Dear astern,
It is difficult, I know, to understand why someone would appear to
change her mind so often and so abruptly while you feel that your
heart is forever set on her. More perplexing yet is why, in a popular
culture that often portrays men as wary creatures afraid of
commitment, a woman would turn down someone as plainly devoted as you
are. I have no reason to doubt that your intentions are of the
noblest, and that you have every attribute necessary to forming a
close and permanent bond with a woman you love. However, you should
also be sympathetic to her own views and life ambitions. The impasse
at which your relation has arrived should act as a signal for you to
reconsider, in as clear-headed and pragmatic a fashion as you can
bear, the facts of this romance and the odds that you will succeed in
making it conform to your vision.
A cynic would say that you've become trapped in an asymmetrical power
struggle in which you are holding the short end of the stick. I don't
think this is the right posture to take. First, a harsh perspective of
this kind leads to self-pity, anger, and other unhealthy sentiments
that will only wear you down without solving anything. Second, it is
most likely incorrect. It very rarely happens -- and essentially never
among people who are able to sustain a dating relationship beyond a
few weeks, never mind a whole year, as you have -- that one party is
actively deceiving the other so as to gain a material or psychological
advantage. It is a mistake to look for Machiavellian tactics here,
because a feminine Machiavelli would have been long gone by now.
Nor should you be so naive as to believe that you and the apple of
your eye are practicing the age-old dance of the pursuer and the
pursued. The reasons are again twofold. On the one hand, to truly
dance such a dance, the parties must alternate roles, yet in this case
you are perennially the pursuer. On the other hand, such frolics take
place in the very beginning of a romance, when passions flare the
highest. A true love must gradually subside into a warm and stable
contentment where each party gives willingly, without expecting and
certainly not grasping at the other's affections in return.
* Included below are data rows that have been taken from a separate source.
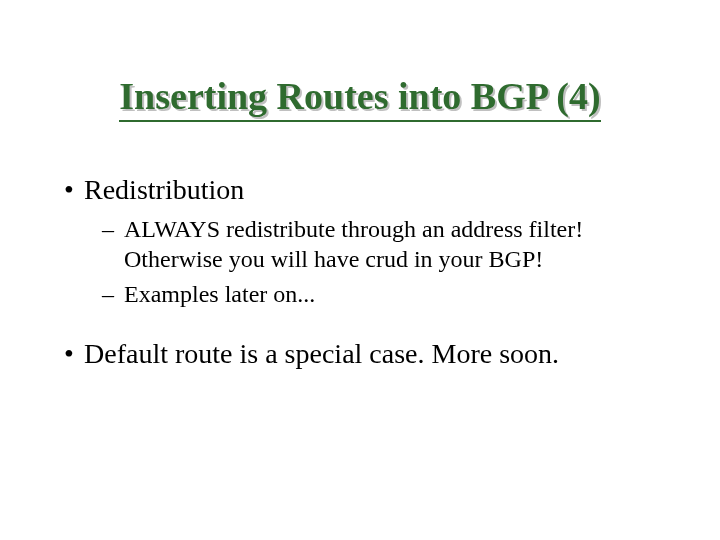 This screenshot has width=720, height=540. Describe the element at coordinates (322, 354) in the screenshot. I see `bullet-text: Default route is a special case. More so…` at that location.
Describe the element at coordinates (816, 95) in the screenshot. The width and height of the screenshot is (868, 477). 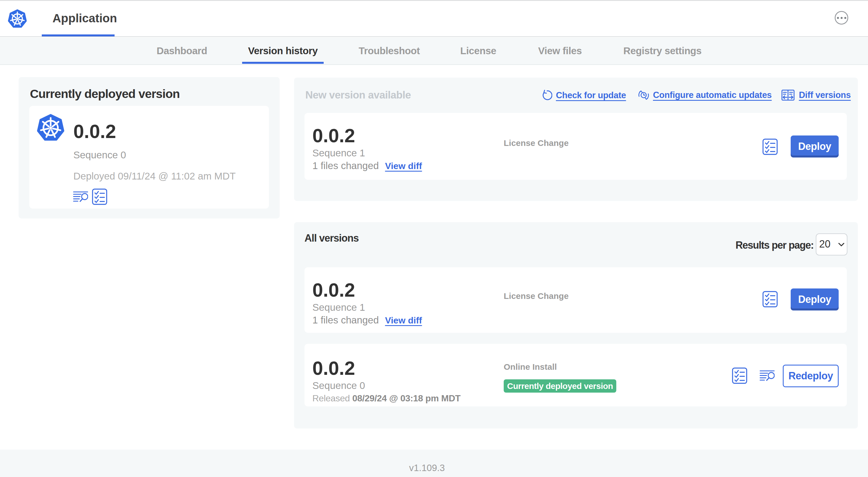
I see `diff-versions-link: Diff versions` at that location.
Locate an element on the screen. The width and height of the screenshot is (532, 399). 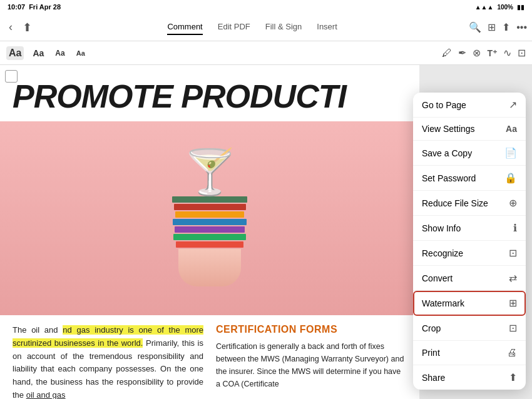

The likeliest explanation here is also the simplest. Namely, this very
nice girl is telling you the truth. That is what people inevitably do
once they have spent as many hours with each other as you two have. It
is too tiresome to maintain false appearances for any appreciable
length of time. So when she says that she has come to recognize her
inability to commit to a lifelong relationship with you, that is a
fact. Perhaps she is not saying it in the bluntest, most clear-cut
manner possible, but this is just her tactful way of putting the
matter to you for fear of causing irreparable hurt. The hurt may have
to come eventually, but it is certainly not irreparable. It only seems
that way for the first few months. Take it from me, I know. I've been
there. A few years hence, you'll look back and find that you've
already forgiven her everything. You'll laugh at yourself for your
foolish insistence that you could somehow, by a tremendous exertion of
willpower, stop time and warp space and bend her personality into
alignment with yours. People can change, indeed, but not that much.
My advice to you, then, is to take a step back. Step away from the
relationship. Step away now. It's difficult, I know, but do it.
Distract yourself with work, study, play. Don't think that you are
playing a game. The games are long over. Now is the time to disengage,
to find something else to worry about. And trust me, there are plenty
of other worthwhile worries. As for this rocky relationship and the
pain of separation, of absence, of begrudgingly saying farewell, I can
assure you of one thing. The pain will cease, and in the very end, you
will see that everything has turned out for the best.
Regards,
leapinglizard |
Clarification of Answer by
leapinglizard-ga
on
20 Sep 2004 19:58 PDT
Dear astern,
First of all, thank you for the kind tip. I'm sorry I was unable to
respond to your Clarification Request in a timely fashion.
I believe that she is giving conflicting signals because she, like
you, isn't emotionally prepared to make a clean break with the past,
even though she has made a rational decision to end the dating
relationship. The past has a tenacious grip on the human imagination,
even more so than the future. The past, for all its flaws, can seem a
rounded and familiar thing compared with the bristling uncertainties
of the future. Another explanation for the sentimental phone calls is
that she is attempting, perhaps too awkwardly and ineffectively, to
palliate your suffering. It is regrettable that her charitable
measures, if that is what they are, only intensify it.